What happens to so many of them? They land on the desk of Miki Yaras, the curator of “the horror shop” for the NFL Players Association. It is her job to battle for disability benefits from the pension fund, overseen by three reps from her side, three from the owners. For some bizarre reason, perhaps out of a deep imprinting of loyalty and team, players come to her thinking the game will be there for them when they leave it; it isn’t, and their resentment with coaches, team doctors, and ego-sick owners rises. Her war for benefits is often long and bitter, outlined against a blizzard of psychiatric and medical paperwork for and against. She has seen it all: from the young player, depressed and hypertensive, who tried to hurtle his wheelchair in front of a truck (the team doctor removed the wrong cartilage from his knee) to the forty-year-old who can’t bend over to play with his children, from the drinkers of battery acid to the ex-Cowboy found wandering on the desert.

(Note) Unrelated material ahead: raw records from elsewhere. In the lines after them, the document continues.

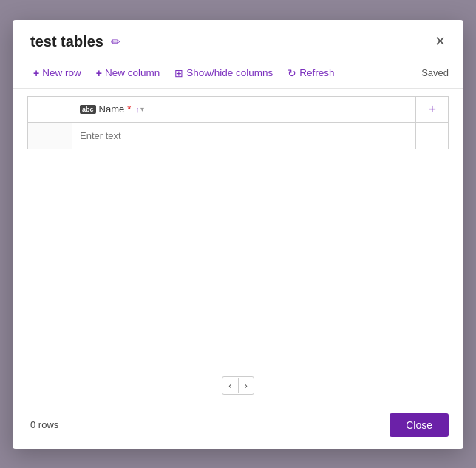 This screenshot has height=468, width=476. Describe the element at coordinates (238, 426) in the screenshot. I see `modal-footer: 0 rows Close` at that location.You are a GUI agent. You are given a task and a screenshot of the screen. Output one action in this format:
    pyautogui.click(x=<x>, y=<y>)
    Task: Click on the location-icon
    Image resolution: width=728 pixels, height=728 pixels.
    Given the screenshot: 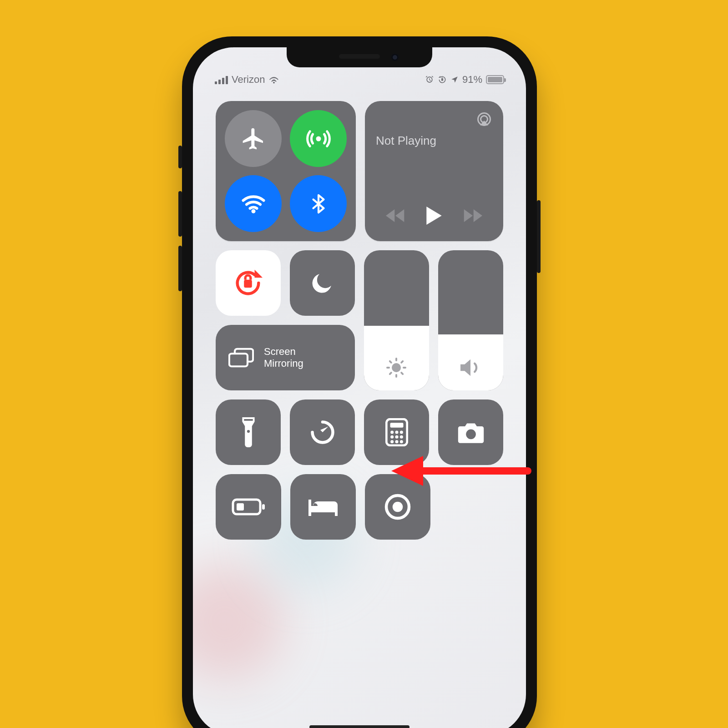 What is the action you would take?
    pyautogui.click(x=455, y=80)
    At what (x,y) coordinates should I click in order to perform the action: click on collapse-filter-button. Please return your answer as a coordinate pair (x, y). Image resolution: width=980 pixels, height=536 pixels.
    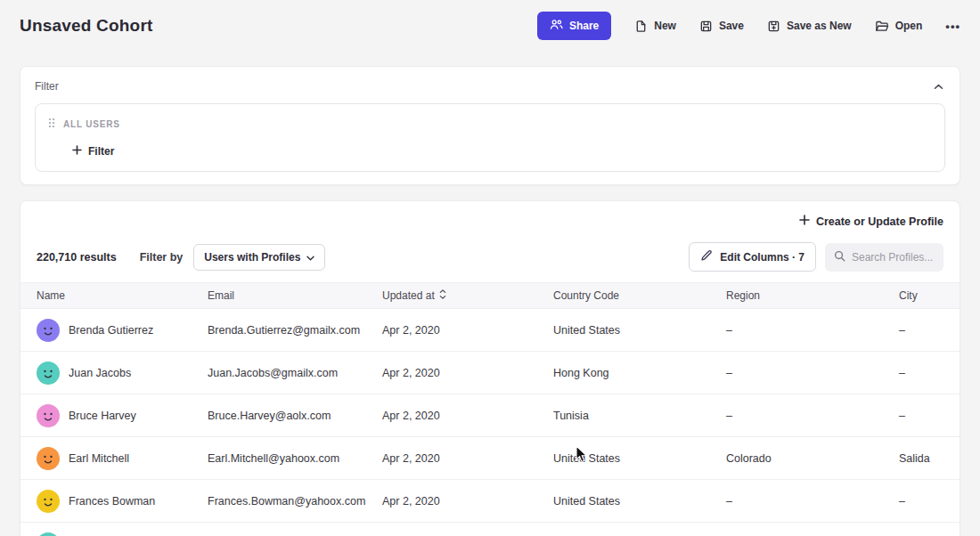
    Looking at the image, I should click on (939, 85).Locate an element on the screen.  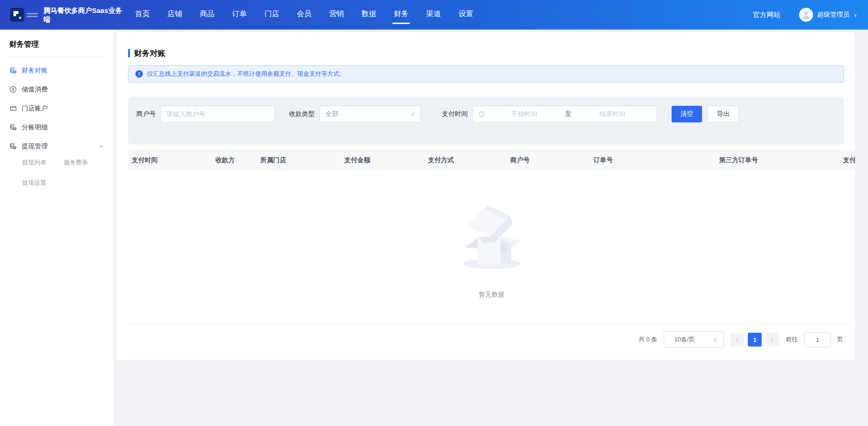
app-logo: 腾马餐饮多商户Saas业务端 is located at coordinates (68, 15).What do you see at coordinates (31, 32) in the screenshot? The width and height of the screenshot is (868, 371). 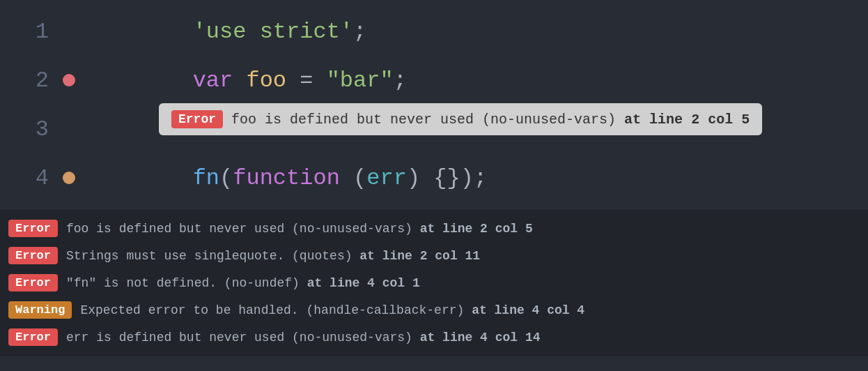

“It’s very difficult to qualify,” Yaras says. “The owners will simply not recognize the degenerative nature of injuries. The plan is well overfunded. It could afford temporary relief to many more than it does. I even have a quadriplegic. The doctor for the owners wrote that ‘his brain is intact, and he can move his arm; someday he’ll be able to work.’ They think selling pencils out of an iron lung is an occupation.”


On Saturday, Joey Browner begins to feel the gathering sound of Sunday, bloody Sunday. He goes to his dojo for his work on iaido, an art of Japanese swordsmanship—not like karate, just exact, ceremonial patterns of cutting designed to put the mind out there on the dangerous edge of things. He can’t work the long katana now because, after thirty needles in his arm a couple of days before, it was found that he had nerve damage. So, wearing a robe, he merely extends the katana, his gaze fixed on the dancing beams of the blade, making you think of twinkling spinal lights. What does he see? The heads of clever, arrogant running backs? Who knows? He’s looking and he sees what he sees. And after a half hour you can almost catch in his eyes the rush of the leopard toward cover behind the bush where he can already view the whole terrible beauty of the game, just a pure expression of gunshot hits, all of it for the crowd that wants to feel its own alphaness, for the crowd that hears no screams other than its own, and isn’t it all so natural, he thinks, a connective to prehistoric hunting bands and as instinctually human as the impulse to go down and look at the bright, pounding sea.


This story appears in Football: Great Writing about the National Sport.